The Department is delighted to welcome Professor Richard Woodfield and Dr Marta Filipová as Honorary Researchers in History of Art.

Professor Woodfield, who has just been appointed Honorary Senior Research Fellow, is Emeritus Professor of Aesthetics and Art Theory at Nottingham Trent University. Prior to his retirement he was Research Professor for the Nottingham Trent School of Art and Design. He is the Editor of the Open Access Journal of Art Historiography, and has previously served as editor of the British Art & Design research journal Point, and the Journal of Visual Arts PracticeHe has been Secretary General and First Vice-President of the International Association of Aesthetics, Honorary International Vice-President of the Hungarian Association of Aesthetics, Secretary and Honorary Vice-President of the British Society of Aesthetics and Honorary Member of the Italian Association of Aesthetics.

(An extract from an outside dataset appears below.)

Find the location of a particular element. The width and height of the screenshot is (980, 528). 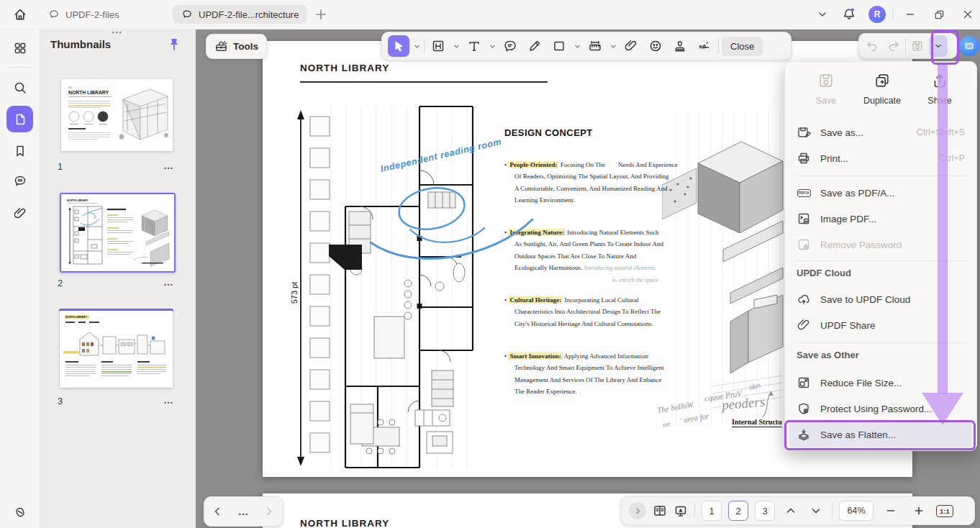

His special research interests are in art historiography and art theory, particularly in the theory of the image. He is currently working on the Vienna School of Art History in the context of its contemporary philosophy and psychology. Having edited books on the art historians Alois Riegl and Aby Warburg, he is now engaged in writing an introduction to art historiography and a monograph on the work of Ernst Gombrich. He has edited Gombrich on Art and Psychology, Gombrich’s Reflections on the History of Art (1987), , Gombrich’s (1987), The Essential Gombrich (1996), Ernst Gombrich, Dal mio tempo: Città, maestri, incontri (1999. He also manages the online Gombrich Archive.

Dr Filipová recently completed her PhD on constructions of national identity in Czech art history and criticism at the University of Glasgow, having previously studied at the Masaryk University of Brno. Her research interests focus on the visual culture of late nineteenth- and twentieth century Central Europe, with a particular emphasis on Poland and the Czech lands (as part of both Austria-Hungary and the former Czechoslovakia). She is concerned specifically with the role of visual culture in reflecting and disseminating notions of nationhood; she is currently editing a special issue of the journal Centropa on May Day celebrations in central and eastern Europe. This is part of a larger project on exhibitionary practices, which examines the role of exhibitions, ranging from the 1895 Czechoslavic Ethnographic Exhibition to the Universal Exhibitions held in Brno and Poznań in the late 1920s, in advertising and shaping ideas of Polish and Czech political and cultural identity.